The first of the three books is Roger Guaus’ El Crelent (pes/1_01). Guaus’ assignment, photograph the mountain of Montserrat. Fairly loose criteria for a photographer whose style is to zoom in on the small and out of the way. Montserrat, as one might imagine, is for Guaus a lot to play with. The result is an intimate view of this little known geographical location. The people of Montserrat and their habitat make, through the photographer’s work, an entire world. Guaus shoots his photographs from hip level, making his photographs of interior spaces seem large in scale, the simplest interior takes on an immensity quite different from an eye level shot. What sets Guaus aside from the other photographers in the pes/1 collection is this very aspect; a dimension of almost childlike wonder is purveyed by these photographs. At hip level Montserrat becomes a place on a vaster scale, the equal (seemingly, just seemingly) of a vast metropolis.

pes/1. Photographs by Roger Guaus, Juan Diego Valera and Daniel S. Alverez. Standard Books, 2013.

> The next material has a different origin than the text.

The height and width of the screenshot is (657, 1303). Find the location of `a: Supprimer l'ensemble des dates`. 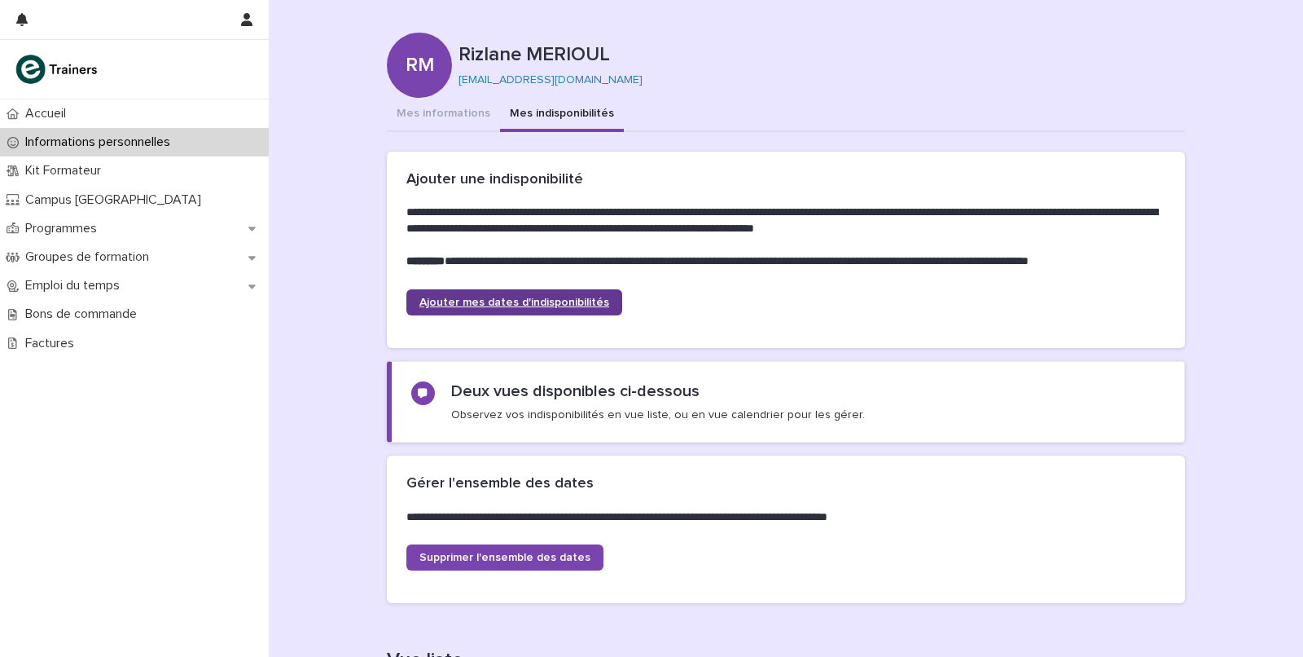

pes/1_02 titled Bitacora features the work of Juan Diego Valera. Valera’s mission was the simplest of the three photographers: to shoot new work. The photographs contain something ominous, something like a world’s end. His portraiture is awkward; the moment at which the subject says, “hold on just a sec” is the exact moment in which Valera snaps his photo. Posing is out, composure is out and we are left with the transitional instant, the moment that is so easily forgotten wherein faces shift from one thought to the next, one action to the next. There is somehow the sense of tying one’s shoe mid action, the moment that captures neither the unlaced shoe, the action nor its completion. Interspersed with his photographs of people are vultures, wrecked and forgotten cars, security cameras, half opened doors, an octopus tentacle; the menacing and horror stricken, the lurking and carrion voyeur. Valera is a master of both life in motion and life, somehow, waiting to enact.

pes/1. Photographs by Roger Guaus, Juan Diego Valera and Daniel S. Alverez. Standard Books, 2013.

The final book in the pes/1 anthology is Daniel S. Alvarez’s Okuhe (pes/1_03). It is a photographic journal of the intimate through an exploration, largely, of the female form. “Okuhe,” the text informs us, “ is a [word] that means both ‘toward the inside’ and ‘for my wife.’” Alverez’s instructions were to move away from the impersonal and towards the intimate and this work is just that. There is an almost Nabokovian voyeurism to the work, an intimacy that is all cerebral; microscopically close and yet viewed through binoculars by a stranger in an attic window. Interspersed with the female form, streets, vistas and ephemeral trash such as potato chip bags and soda cans make a sort of stalker's catalogue. This all sounds ominous or a little creepy, but the effect is of devotion. The photographer is astonished at his subject and the effect is the intensely personal.

pes/1. Photographs by Roger Guaus, Juan Diego Valera and Daniel S. Alverez. Standard Books, 2013.

The presentation of the whole anthology is beautiful. Each book stands alone as an item, but is even more pleasing when the whole set is present. The only real drawback isn’t in the three books themselves, but in the cardboard sleeve that houses them. It has weak edges and by the time I received my copy it had already worn. That being said, this collection is of a high standard and I especially recommend it to anybody in the market to collect books with a handmade appeal. The text included is informative and also very well formatted so as to complete the books visual design.—CHRISTOPHER J. JOHNSON

CHRISTOPHER J. JOHNSON is originally from Madison Wisconsin. He came to Santa Fe in 2002 and graduated from the College of Santa Fe majoring in English with an emphasis in poetry. He is a freelance writer and reporter.